In an entirely unshocking turn of events, the man-made fat being used to replace killer trans fats is turning out to be bad for you too. “Interesterified” or “fully hydrogenated” oils lower levels of “good” cholesterol, up the bad and also muck around with blood-sugar levels. Plain old trans fatty soybean oil, by comparison, steers clear of the blood sugar effects and ye olde saturated fats like butter and palm oil merely raise the bad stuff. Hopefully, interesterified fats won’t be part of McDonald’s much heralded switch away from trans fat (or “partially hydrogenated oils"). Note to self #1: Bubbling hydrogen gas through vats of liquid oil and metal catalysts: not good for you. Note to self #2: Good news for the Malaysian palm-oil people, eh? Especially because they, um, did the study.

Breast cancer sounds scary, right? So go get a freakin’ mammogram. The proportion of women over 40 reporting a recent mammogram fell from 76.4% in 2000 to 74.6% in 2005. Studies suggest that regular mammograms – with their excellent track record of early detection – can reduce mortality from breast cancer by 20% to 35%. So get a freakin’ mammogram and drag your mom, best friend, auntie, cousin, sister along too.

Catholic and HIV-positive? Still no condoms for you. Despite hints from Catholic leaders around the world that condoms might be considered a “lesser evil” in countries with high rates of HIV infection, the Vatican has confirmed their age-old status quo: The only protection available is abstinence and fidelity. George W. would be so proud.

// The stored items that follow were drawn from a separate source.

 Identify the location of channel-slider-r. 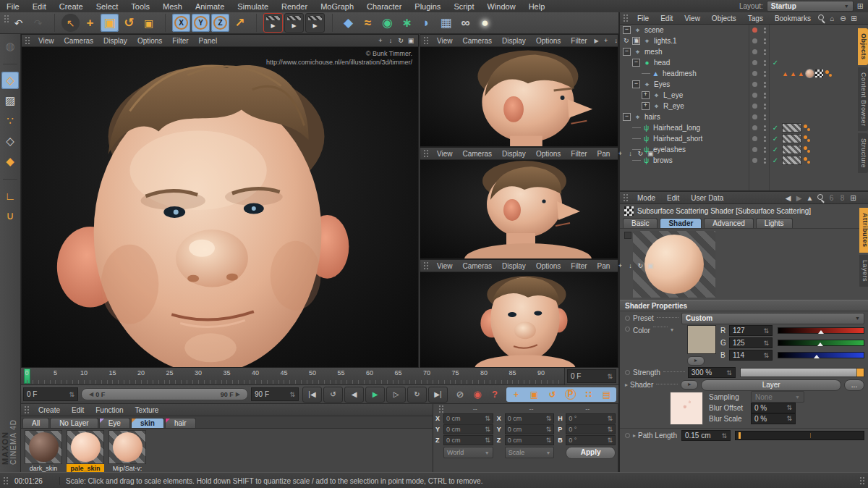
(821, 330).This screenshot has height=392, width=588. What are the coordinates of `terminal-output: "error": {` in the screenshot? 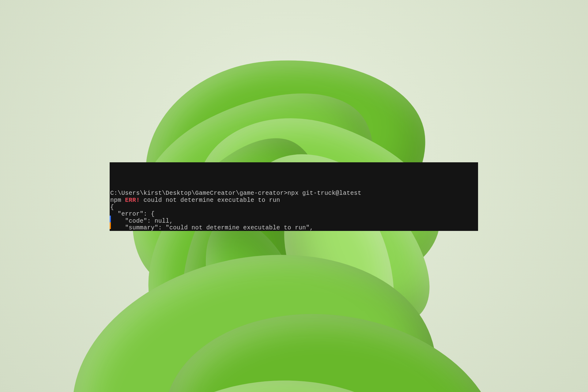 It's located at (132, 214).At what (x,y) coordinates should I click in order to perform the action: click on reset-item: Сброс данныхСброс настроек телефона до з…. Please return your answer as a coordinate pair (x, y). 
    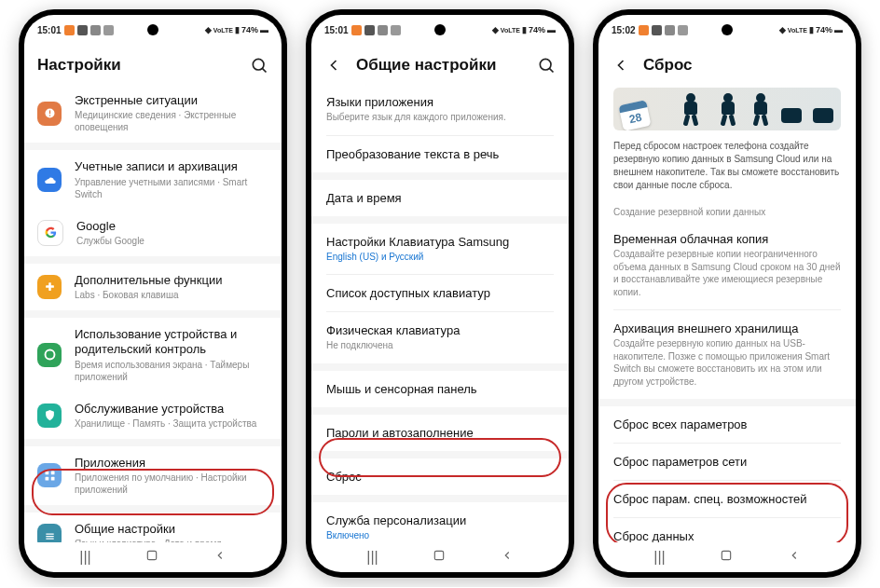
    Looking at the image, I should click on (727, 530).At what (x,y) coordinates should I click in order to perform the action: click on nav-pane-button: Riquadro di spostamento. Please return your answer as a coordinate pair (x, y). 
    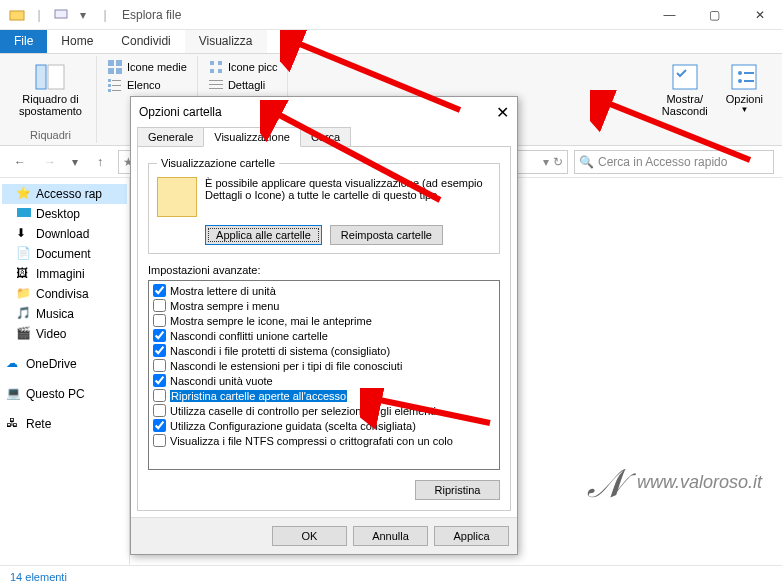
    Looking at the image, I should click on (50, 89).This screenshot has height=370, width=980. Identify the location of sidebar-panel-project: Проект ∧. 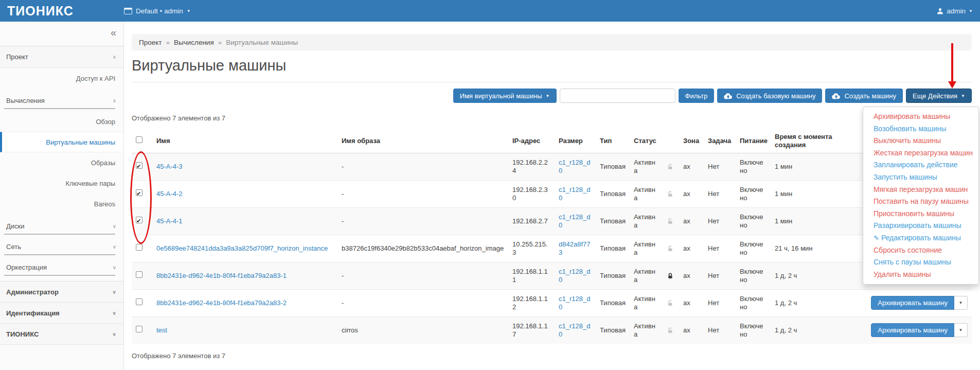
(62, 57).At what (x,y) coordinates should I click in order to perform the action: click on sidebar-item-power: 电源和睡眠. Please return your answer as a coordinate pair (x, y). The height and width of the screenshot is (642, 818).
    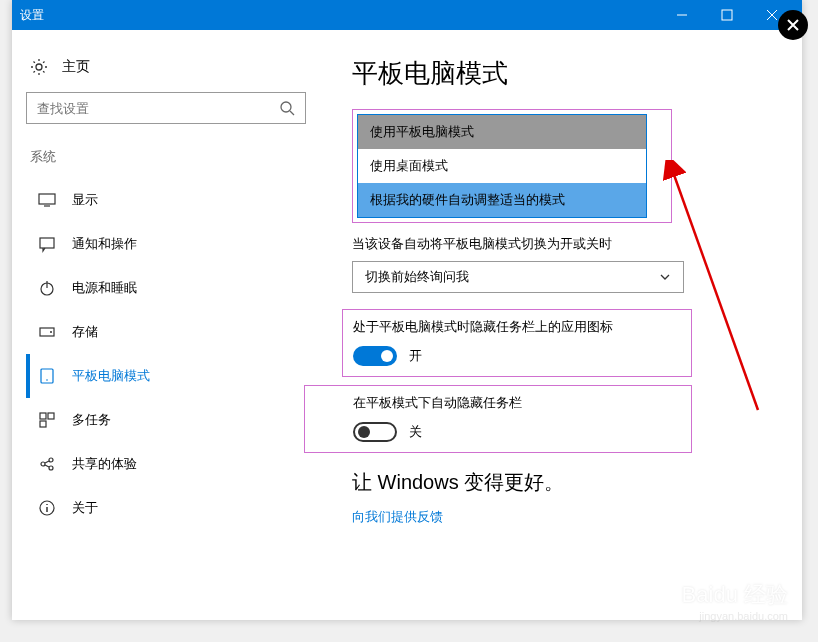
    Looking at the image, I should click on (174, 288).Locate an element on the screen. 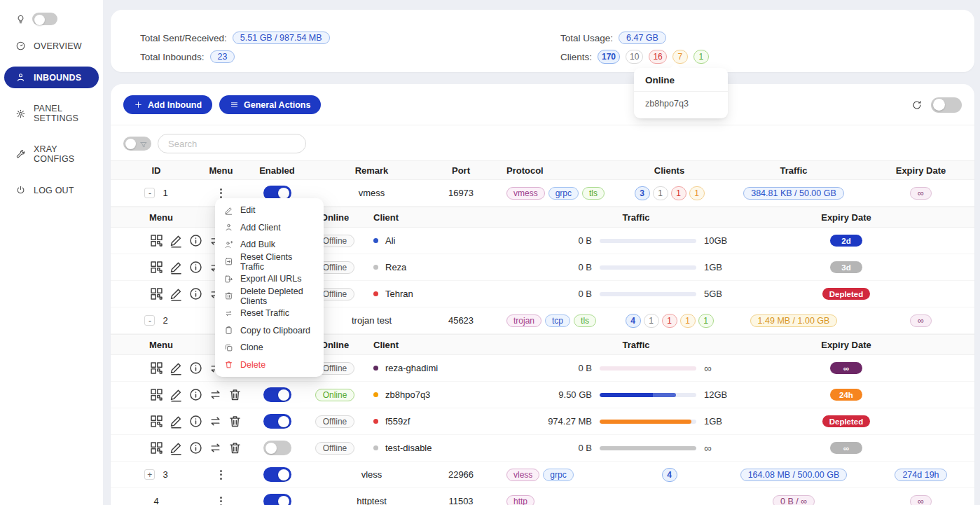 This screenshot has height=505, width=980. menu-item-add-bulk: Add Bulk is located at coordinates (269, 245).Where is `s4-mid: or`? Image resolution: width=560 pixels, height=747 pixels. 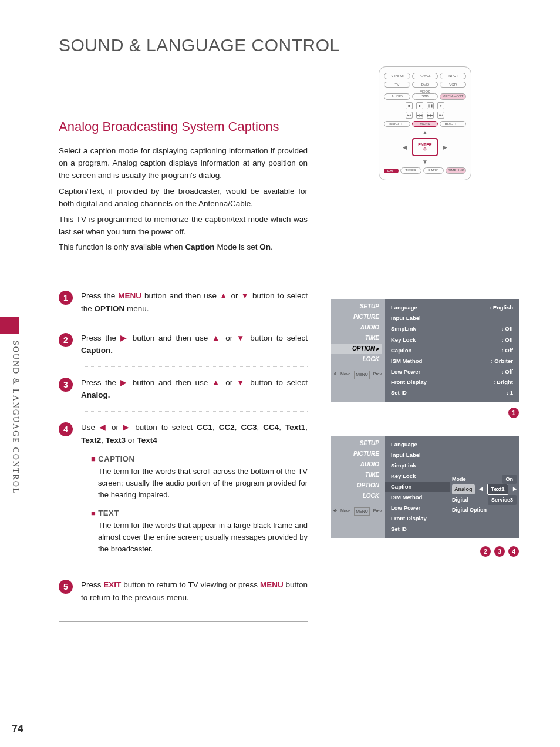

Fat people are at risk of heart disease and stroke, even when their BMI is “normal.” By today’s definitions, you are obese if your Body Mass Index (weight in kilograms divided by the square of your height) is greater than 30 and overweight if it is between 25 and 30. But studies suggest that people within the normal 18.5 to 25 BMI range may still be at risk of circulation problems if they carry an excess amount of fat. So that whole skinny-fat look? Totally not good. Oh yeah, and yet one more piece of evidence to suggest that, while generally useful, BMI is not the be-all, end-all of health indicators.